Canelo outpoints Jacobs to further unify division

9:03 pm | May 4, 2019 | Go to Source | Author:


LAS VEGAS — Canelo Alvarez, boxing’s biggest star, scored one of his biggest wins on Saturday night. In a performance in which he mixed offensive firepower, boxing skills and sound defense, Alvarez won a unanimous decision over Daniel Jacobs to unify three middleweight world titles, leaving him one shy of the undisputed 160-pound championship, before a wildly pro-Alvarez crowd on Cinco de Mayo weekend at T-Mobile Arena.

Alvarez won by scores of 116-112, 115-113 and 115-113 in the year’s biggest fight of the year so far. ESPN also had Alvarez winning 116-112 in the second fight of his five-year, 11-fight, $365 million deal with the sports streaming service DAZN that he signed last fall.

Jacobs came into the ring with a size advantage that was enhanced by the fact that he missed weight for a contractual Saturday morning weight check. They made weight at Friday’s official weigh-in, Alvarez at 159.5 and Jacobs at 160, but they had a contractual clause that called for neither to be over 170 at the morning weight check or face financial penalties. While Alvarez checked in at 169 pounds, Jacobs was 173.6 pounds, meaning a $1 million fine of his more than $10 million guarantee.

Despite Jacobs’ obvious size advantage it was not an issue for Alvarez (52-1-2, 35 KOs), 28, of Mexico, who was making the first defense of the two belts he won from Gennady Golovkin by majority decision in September.

Alvarez then went to super middleweight to face overmatched Rocky Fielding in December and knocked him out in the third round to win a secondary world title but he always intended to return to middleweight, which he did to face Jacobs in a much-anticipated fight.

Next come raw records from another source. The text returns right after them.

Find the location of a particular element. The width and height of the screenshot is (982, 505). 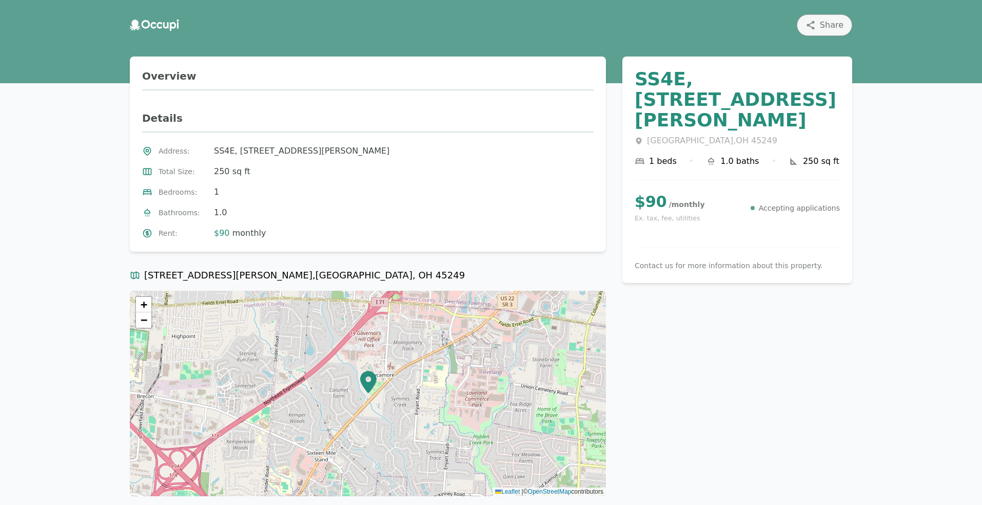

span: Rent : is located at coordinates (183, 233).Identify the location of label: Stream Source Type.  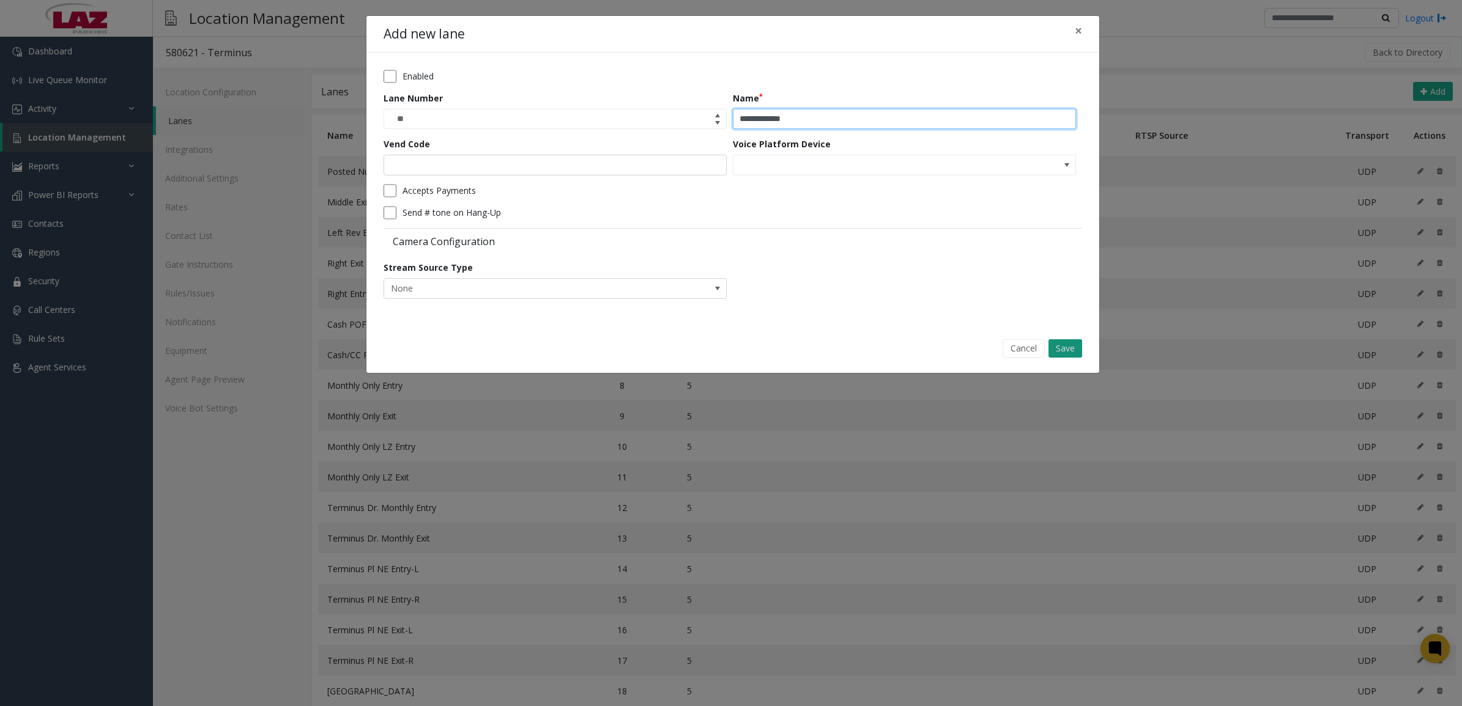
(428, 267).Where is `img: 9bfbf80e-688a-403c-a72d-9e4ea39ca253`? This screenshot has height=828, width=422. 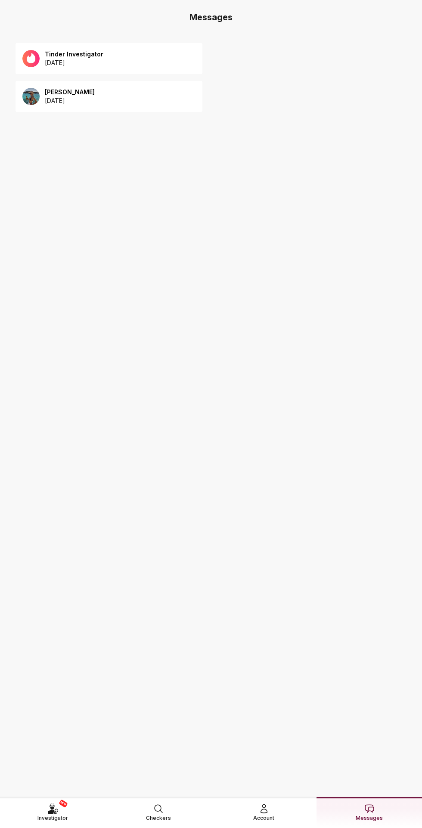
img: 9bfbf80e-688a-403c-a72d-9e4ea39ca253 is located at coordinates (31, 96).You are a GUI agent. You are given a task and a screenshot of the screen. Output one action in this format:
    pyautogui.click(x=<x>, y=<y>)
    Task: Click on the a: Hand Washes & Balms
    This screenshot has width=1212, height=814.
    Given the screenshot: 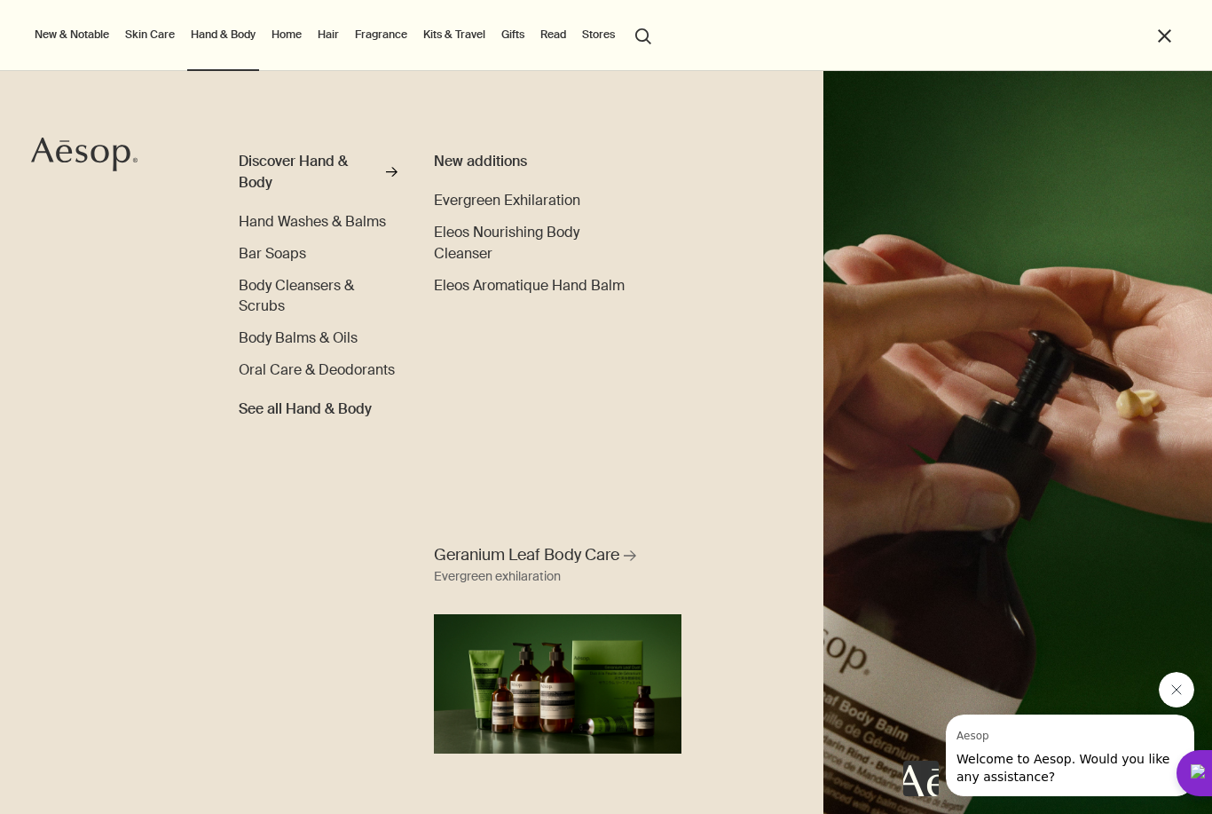 What is the action you would take?
    pyautogui.click(x=312, y=222)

The fight began slowly with Alvarez coming forward and trying to make the fight while Jacobs (35-3, 29 KOs), 32, of Brooklyn, New York, was content to go backward and only fire the occasional punch.

The crowd began to chant “Mexico! Mexico!” in the second round in which Alvarez continued to go after Jacobs and land body punches. Alvarez also connected with flush jabs while most of Jacobs’ came up short of the target.

Alvarez landed a left hand that rocked Jacobs’ head back in the early moments of the fourth round in a fight he was controlling with his activity level and crisp punches, not to mention very sound defense.

Jacobs, who claimed a vacant belt by split decision over Sergiy Derevyanchenko in October and was making his first defense, didn’t seem to have much of a plan. He missed with wild punches, could barely land his jab and spent stretches backing up.

Jacobs, who sometimes switched between right-handed and southpaw stances, finally got something going in the sixth round with a flurry that backed Alvarez up and he continued to land more shots in the seventh, including a big left hand.

There was fierce back-and-forth action in the eighth round when both landed solid punches during lengthy exchanges but it was Alvarez who seemed to stun Jacobs multiple times, including with a right hand and a hook behind it.

There was more sustained action in the ninth when they took turns landing powerful shots. Jacobs landed his best punches of the fight when he connected with a pair of clean left hands, although Alvarez took them well.

Jacobs’ right eye was swelling by the 10th round but he unloaded some heavy punches on Alvarez with him along the ropes in one of his best sequences of the fight. Alvarez appeared to bounce back in the 11th round and they came for the 12th round firing.

Jacobs launched a left hook that he missed badly as he slipped to the mat on the wet canvas. Referee Tony Weeks called a timeout to clean up the moisture and when the fight resumed Alvarez landed a left hook to the head. With a minute left in the fight he landed an uppercut, and they finished in a heated exchange that brought the crowd to its feet.